DNA test reveals man’s unborn twin is actually his son’s father; no word on if he’s calling Maury next

In a twist worthy of a soap opera, a DNA test revealed that a 34-year-old Washington man was not the father of his own child—but it was his unborn twin brother’s genes that were actually found in the man’s sperm.

According to Fox 8 Cleveland and Tribune Media Wire reports, the father and his spouse (both of whom wished to remain anonymous) had a healthy baby boy in June 2014. They soon realized that the boy’s blood type was different from either one of them, leading them to take the at-home paternity test which claimed that the man was not actually the boy’s father.

The couple visited a fertility clinic, but the results were pretty much the same—while the father was found not to be the genetic sire of the boy, the DNA tests did show that there was some kind of relationship. Puzzled, they went to Barry Starr, a Stanford University geneticist, for help.

“You can imagine the parents were pretty upset,” Starr told Buzzfeed. “They thought the clinic had used the wrong sperm.” He suggested that the father and son both be tested using an off-the-shelf genetic ancestry test sold by the 23andMe, and when the results suggested that the man was actually the boy’s uncle, Starr said it was “kind of a eureka moment.”

So how exactly did this happen?

As Starr and his colleagues explained in a case study, the man turned out to be a chimera—a type of organism that contains two distinct sets of DNA—because he absorbed the genetic material of his own unborn twin brother after that twin was lost early in pregnancy. As a result, the would-be father’s sperm contained a different set of genes than the rest of his body.

Buzzfeed explained that approximately one-eighth of all single childbirths are believed to started off as multiple pregnancies. When would-be siblings are miscarried, their cells can sometimes be absorbed by the surviving fetus, often going undetected—except in instances such as this one.

“To our knowledge,” the study authors wrote, “this is the first reported case in which paternity was initially excluded by standard DNA testing methods and later included as the result of the analysis of different tissues.” While they call the case “unusual,” they added that the “uptake of assisted reproductive technology, this outcome could occur with increasing frequency.”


Your task ->
Copy every line of the records below where the word "casemeritprocess" occurs.

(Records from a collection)
━━━━━━━━━━━━━━━━━━━━

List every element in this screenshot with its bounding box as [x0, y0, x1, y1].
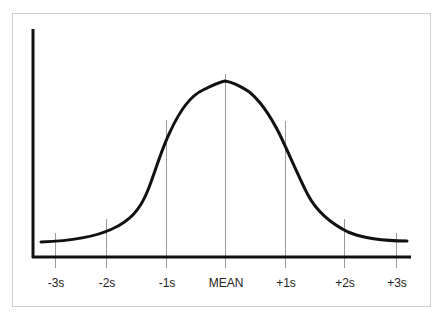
label-plus-3s: +3s [387, 276, 407, 290]
label-mean: MEAN [209, 276, 244, 290]
bell-curve-diagram [0, 0, 444, 313]
label-minus-2s: -2s [99, 276, 116, 290]
sd-reference-lines [56, 74, 397, 268]
label-minus-3s: -3s [48, 276, 65, 290]
normal-curve [41, 81, 407, 242]
label-plus-1s: +1s [276, 276, 296, 290]
label-minus-1s: -1s [159, 276, 176, 290]
label-plus-2s: +2s [335, 276, 355, 290]
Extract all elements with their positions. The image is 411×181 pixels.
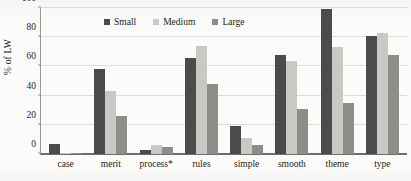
legend-label: Medium [163,17,195,27]
y-tick-label: 60 [27,51,37,61]
bar [207,84,218,154]
x-axis-category-label: case [57,159,73,169]
bar [196,46,207,154]
bar [286,61,297,154]
x-axis-category-label: simple [234,159,259,169]
bar-cluster [275,8,308,154]
legend-swatch-icon [212,19,218,25]
bar [332,47,343,154]
x-axis-category-label: process* [140,159,173,169]
bar [116,116,127,154]
bar-group: theme [315,8,360,154]
bar [388,55,399,154]
bar [241,138,252,154]
x-axis-category-label: merit [101,159,121,169]
bar [71,153,82,154]
chart-legend: SmallMediumLarge [104,17,244,27]
legend-item: Large [212,17,244,27]
bar-cluster [49,8,82,154]
y-tick-label: 40 [27,81,37,91]
bar-group: merit [88,8,133,154]
bar-chart-figure: % of LW 020406080100 casemeritprocess*ru… [0,0,411,181]
bar [49,144,60,154]
bar-cluster [140,8,173,154]
bar [252,145,263,154]
bar-cluster [366,8,399,154]
bar [366,36,377,154]
bar-cluster [94,8,127,154]
bar-group: type [360,8,405,154]
bar [230,126,241,154]
bar [151,145,162,154]
x-axis-category-label: theme [326,159,349,169]
legend-item: Small [104,17,136,27]
y-tick-label: 100 [22,0,36,3]
bar-groups: casemeritprocess*rulessimplesmooththemet… [41,8,407,154]
y-tick-label: 0 [31,139,36,149]
x-axis-category-label: type [374,159,390,169]
bar [275,55,286,154]
bar [377,33,388,154]
bar-group: case [43,8,88,154]
legend-swatch-icon [153,19,159,25]
plot-frame: 020406080100 casemeritprocess*rulessimpl… [40,8,407,155]
bar-cluster [185,8,218,154]
bar [343,103,354,154]
legend-item: Medium [153,17,195,27]
bar [60,153,71,154]
bar-cluster [321,8,354,154]
legend-label: Large [222,17,244,27]
bar [162,147,173,154]
bar-group: rules [179,8,224,154]
bar-group: smooth [269,8,314,154]
bar [185,58,196,154]
legend-label: Small [114,17,136,27]
plot-area: 020406080100 casemeritprocess*rulessimpl… [40,8,407,155]
bar-cluster [230,8,263,154]
x-axis-category-label: rules [192,159,210,169]
legend-swatch-icon [104,19,110,25]
bar [105,91,116,154]
y-axis-label: % of LW [3,26,13,88]
bar [321,9,332,154]
bar [297,109,308,154]
bar-group: simple [224,8,269,154]
bar-group: process* [134,8,179,154]
bar [140,150,151,154]
x-axis-category-label: smooth [278,159,306,169]
y-tick-label: 20 [27,110,37,120]
bar [94,69,105,154]
y-tick-label: 80 [27,22,37,32]
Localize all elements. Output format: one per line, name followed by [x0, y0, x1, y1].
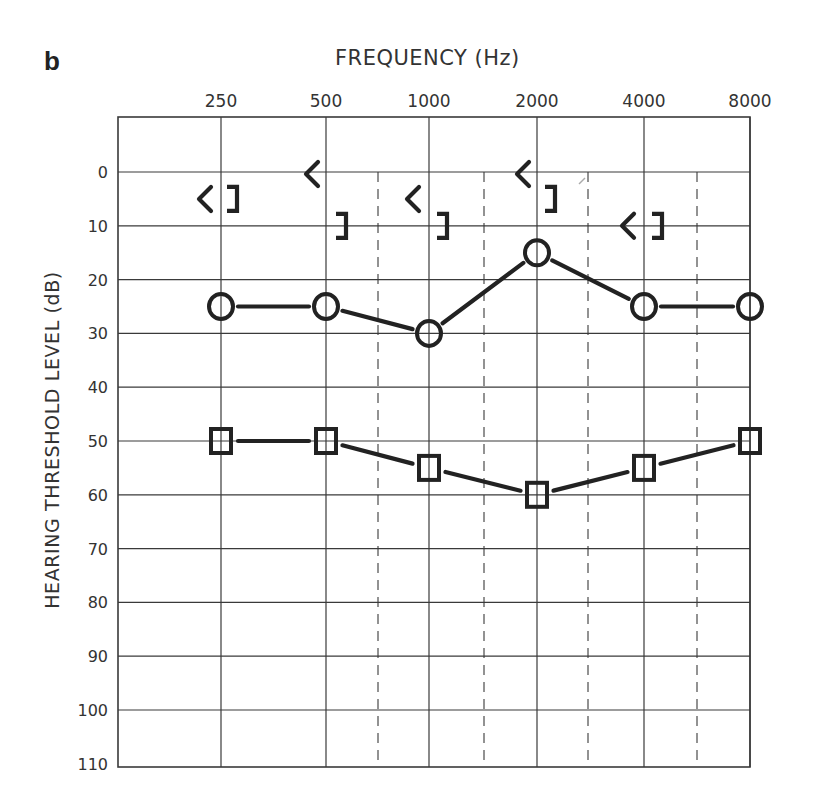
- bone-conduction-right-marker: [227, 187, 237, 211]
- y-tick-label: 80: [88, 593, 108, 612]
- y-tick-label: 50: [88, 432, 108, 451]
- y-tick-label: 20: [88, 271, 108, 290]
- y-tick-label: 40: [88, 378, 108, 397]
- bone-conduction-right-marker: [545, 187, 555, 211]
- y-tick-label: 70: [88, 540, 108, 559]
- x-tick-label: 4000: [622, 91, 665, 111]
- x-tick-label: 1000: [407, 91, 450, 111]
- bone-conduction-left-marker: [199, 187, 211, 211]
- y-tick-label: 60: [88, 486, 108, 505]
- series-connector: [443, 263, 524, 323]
- x-tick-label: 8000: [728, 91, 771, 111]
- y-tick-label: 30: [88, 324, 108, 343]
- bone-conduction-left-marker: [407, 187, 419, 211]
- x-tick-label: 250: [205, 91, 237, 111]
- series-connector: [553, 472, 627, 491]
- series-connector: [445, 472, 520, 491]
- y-tick-label: 10: [88, 217, 108, 236]
- audiogram-chart: 0102030405060708090100110250500100020004…: [0, 0, 826, 803]
- x-tick-label: 2000: [515, 91, 558, 111]
- y-tick-label: 110: [77, 755, 108, 774]
- y-tick-label: 100: [77, 701, 108, 720]
- bone-conduction-left-marker: [306, 162, 318, 186]
- stray-mark: [579, 178, 585, 184]
- bone-conduction-left-marker: [517, 162, 529, 186]
- y-tick-label: 90: [88, 647, 108, 666]
- y-tick-label: 0: [98, 163, 108, 182]
- x-tick-label: 500: [310, 91, 342, 111]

━━━━━━━━━━━━━━━━━━━━

The completed task ->
bar-chart-figure: % of LW 020406080100 casemeritprocess*ru… [0,0,411,181]
bar-groups: casemeritprocess*rulessimplesmooththemet… [41,8,407,154]
plot-frame: 020406080100 casemeritprocess*rulessimpl… [40,8,407,155]
plot-area: 020406080100 casemeritprocess*rulessimpl… [40,8,407,155]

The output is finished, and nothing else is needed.